I'm very new to Go programming (3-4 days), and I'm trying to write some code that reads a binary file using an existing third-party C library using cgo. The C library's way of doing this seems fairly standard (for C). Slightly simplified it looks like:
int main(int argc, char *argv[]) {
file_t *file = file_open(filename);
index_t *index = index_load(file, filename);
iterator_t *iter = query(idx, header, region);
record_t *record = record_init();
while (iterator_next(file, iter, record) >= 0) {
/* Do stuff with record */
}
iterator_destroy(iter);
record_destroy(record);
file_close(file);
return 0;
}
I have written the following Go code:
func main() {
file := Open(filename)
record := NewRecord()
iter := file.Query(region)
for {
n, err := file.Next(iter, record)
if err != nil {
log.Fatal(err)
}
if n <= 0 {
// No more records to read.
break
}
}
}
This works, in the sense that it will allow me to access the records in a particular query region.
My question is whether this is an idiomatic way to approach this task in Go, or are there better alternatives? I've seen sites such as http://ewencp.org/blog/golang-iterators, but seem unable to get these examples to work with the C library (I was thinking it may be because the C library is reusing the record_t variable on each iteration rather than creating a new variable, but maybe it's just my lack of experience with Go).
What you're doing isn't that different from moving through a file with an io.Reader
:
err, n := error(nil), 0
for err == nil {
err, n = f.Read(in)
// ...do stuff with in[:n]...
}
Or using (*bufio.Scanner).Scan()
(see the docs):
for scanner.Scan() {
// ...do something with scanner.Text()...
}
if err := scanner.Err(); err != nil {
log.Fatalln(err)
}
I think you rarely want the more exotic iterator options in the blog post you linked to, the ones with closures or channels. Channels in particular invoke a lot of machinery meant for coordinating real threaded workloads, and in terms of convention, it's just typical in Go for loops to look a little different depending on what they're iterating. (In that respect, it's like iteration in C, but different from (say) Python, C++, or Java.)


Work instructions:
From the line that includes "is (172, 241)." to the closing line of the data, please transcribe every line exactly and add nothing.

•••••

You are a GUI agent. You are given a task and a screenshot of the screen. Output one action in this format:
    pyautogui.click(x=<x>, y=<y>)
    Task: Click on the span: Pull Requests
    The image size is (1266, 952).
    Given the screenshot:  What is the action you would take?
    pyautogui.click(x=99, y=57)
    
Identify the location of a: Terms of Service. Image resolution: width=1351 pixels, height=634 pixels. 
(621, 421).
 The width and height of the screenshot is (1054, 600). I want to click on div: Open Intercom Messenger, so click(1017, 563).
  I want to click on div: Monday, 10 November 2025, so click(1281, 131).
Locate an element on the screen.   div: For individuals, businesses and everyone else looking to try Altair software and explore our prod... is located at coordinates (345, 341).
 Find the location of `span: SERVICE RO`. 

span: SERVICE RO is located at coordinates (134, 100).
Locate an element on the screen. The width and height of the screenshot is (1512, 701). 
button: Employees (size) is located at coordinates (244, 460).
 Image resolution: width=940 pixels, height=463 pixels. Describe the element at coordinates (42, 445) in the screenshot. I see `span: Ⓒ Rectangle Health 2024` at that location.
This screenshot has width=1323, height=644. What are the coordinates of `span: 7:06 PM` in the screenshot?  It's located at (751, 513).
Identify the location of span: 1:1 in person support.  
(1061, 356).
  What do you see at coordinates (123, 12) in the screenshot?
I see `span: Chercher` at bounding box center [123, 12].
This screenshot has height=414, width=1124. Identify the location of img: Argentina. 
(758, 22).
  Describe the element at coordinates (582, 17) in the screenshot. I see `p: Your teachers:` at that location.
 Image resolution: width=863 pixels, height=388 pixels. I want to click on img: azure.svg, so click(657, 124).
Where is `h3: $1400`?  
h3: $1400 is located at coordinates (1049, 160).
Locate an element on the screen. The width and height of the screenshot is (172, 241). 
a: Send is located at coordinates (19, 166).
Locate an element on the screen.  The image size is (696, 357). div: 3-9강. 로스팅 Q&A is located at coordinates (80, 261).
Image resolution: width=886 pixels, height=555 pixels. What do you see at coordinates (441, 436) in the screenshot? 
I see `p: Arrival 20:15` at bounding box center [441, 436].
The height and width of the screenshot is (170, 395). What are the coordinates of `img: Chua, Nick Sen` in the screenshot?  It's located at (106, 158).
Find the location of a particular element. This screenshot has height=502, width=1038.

•••••

Expected output:
Locate an element on the screen. The width and height of the screenshot is (172, 241). 
a: Send is located at coordinates (19, 166).
Locate an element on the screen.  The image size is (696, 357). div: 3-9강. 로스팅 Q&A is located at coordinates (80, 261).
Image resolution: width=886 pixels, height=555 pixels. What do you see at coordinates (441, 436) in the screenshot? 
I see `p: Arrival 20:15` at bounding box center [441, 436].
The height and width of the screenshot is (170, 395). What are the coordinates of `img: Chua, Nick Sen` in the screenshot?  It's located at (106, 158).
Find the location of a particular element. This screenshot has height=502, width=1038.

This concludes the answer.